Glow Recipe has since ventured into two other business avenues: physical retail and product launches. It opened two pop-ups in 2016, one standalone and one in Saks Fifth Avenue. Its first two proprietary products, a cleanser and a sleeping mask, were released in May in their own store and at Sephora.
“For many Americans, this is an unknown market, and there’s an opportunity to guide the discovery of the skin care,” says Ashwin Deshmukh, insights director at the digital agency Hungry. “People might have misconceptions about the market, and they need that education.”
Navigating the regional nuances
While riding the rising Western interest in Korean beauty practices, Chang and Lee had to figure out how to make Korean skin care attractive to U.S. consumers. That meant repackaging and renaming products, and translating descriptions to fit into Western expectations. They also had to teach American customers about benefits and uses.
In the U.S., skin care is approached as reparative, while in Korea, it’s preventative. American products are made to emphasize one benefit each — anti-aging, exfoliating — for a certain skin type, like oily or combination.
“Koreans grow up with this cultural belief that if your skin is beautiful, you’re beautiful,” says Lee. “You need to have perfect skin to have perfect makeup. In the U.S., we don’t talk about this enough. The primary concern [with a skin-care product] is its benefits and if it’s worth your money.”
American brands have started to catch on to the skin care-first mindset. Glossier, which sells both skin care and beauty products, uses the catchphrase “skin care first, makeup second,” and other brands, like Tarte and Benefit, have built up their skin-care product arsenals.
“I want people to forget K-beauty as a category”

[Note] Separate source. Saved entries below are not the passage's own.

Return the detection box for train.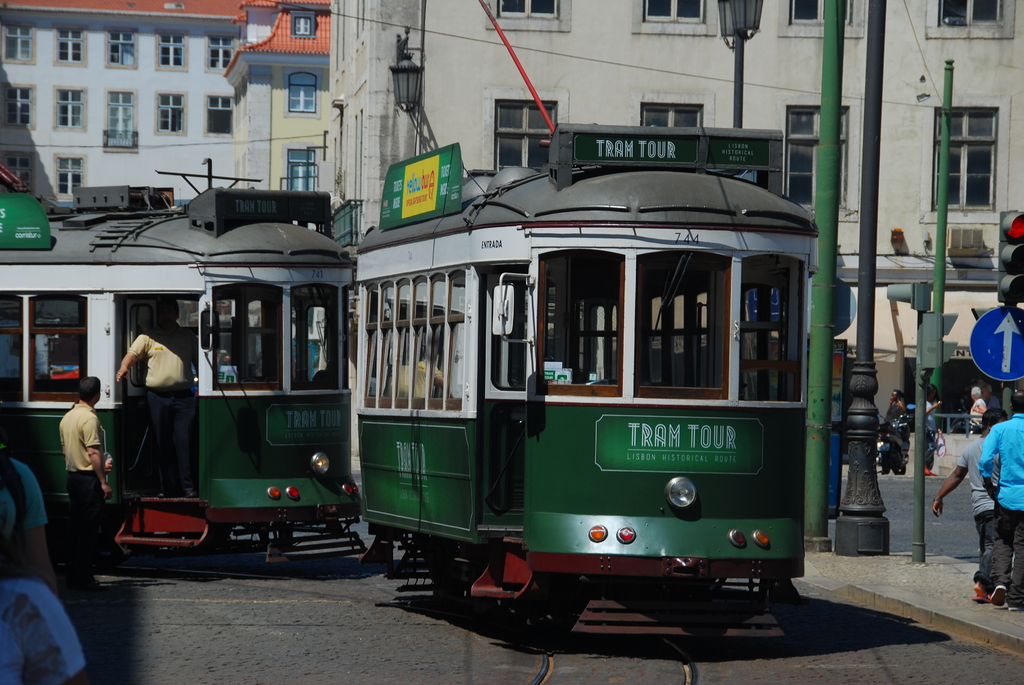
region(356, 122, 819, 650).
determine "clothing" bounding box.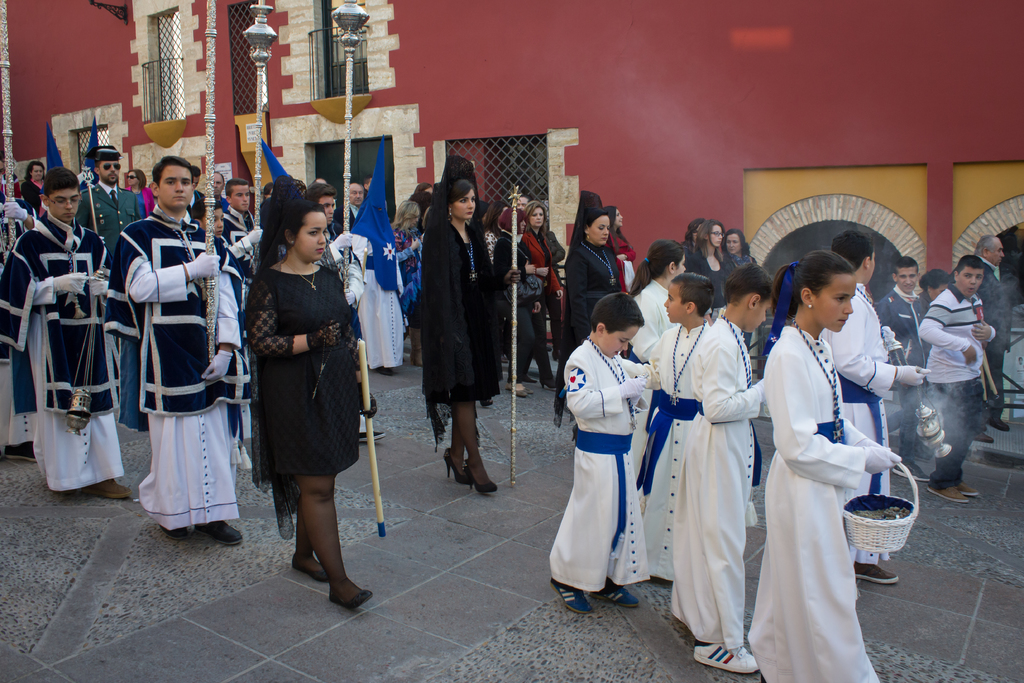
Determined: rect(81, 183, 140, 263).
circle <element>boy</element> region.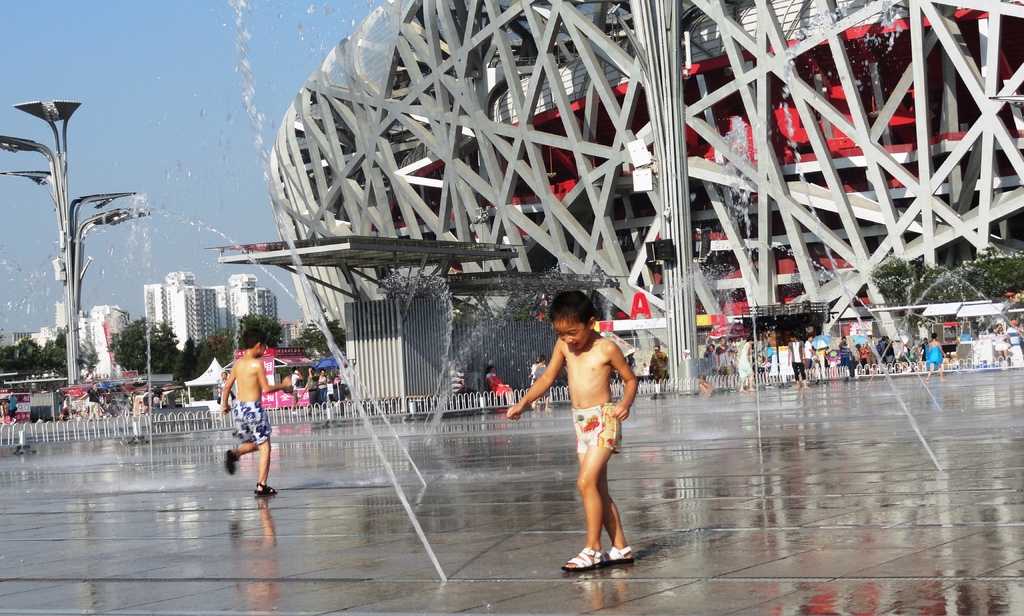
Region: <bbox>699, 373, 712, 396</bbox>.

Over the past several years, mass-market brands like L’Oréal and Bioré have begun adapting Korean techniques and creating their own versions of products like pressed serums, cushion compacts and sheet masks.
Chang and Lee see this is as a sign that the Korean beauty market is gaining global traction, and proof that there’s a path for a selection of Korean skin-care products and brands to eventually work their way into the average American skin-care routine. That’s their goal.
“It’s not so much about K-beauty as it is about product innovation. Nobody calls Lancôme a French beauty product,” says Lee. “Ultimately I want people to forget K-beauty as a category. For us, and anyone else in this space, the key is to make sure we’re educating people in the right way, and making it easy and accessible.”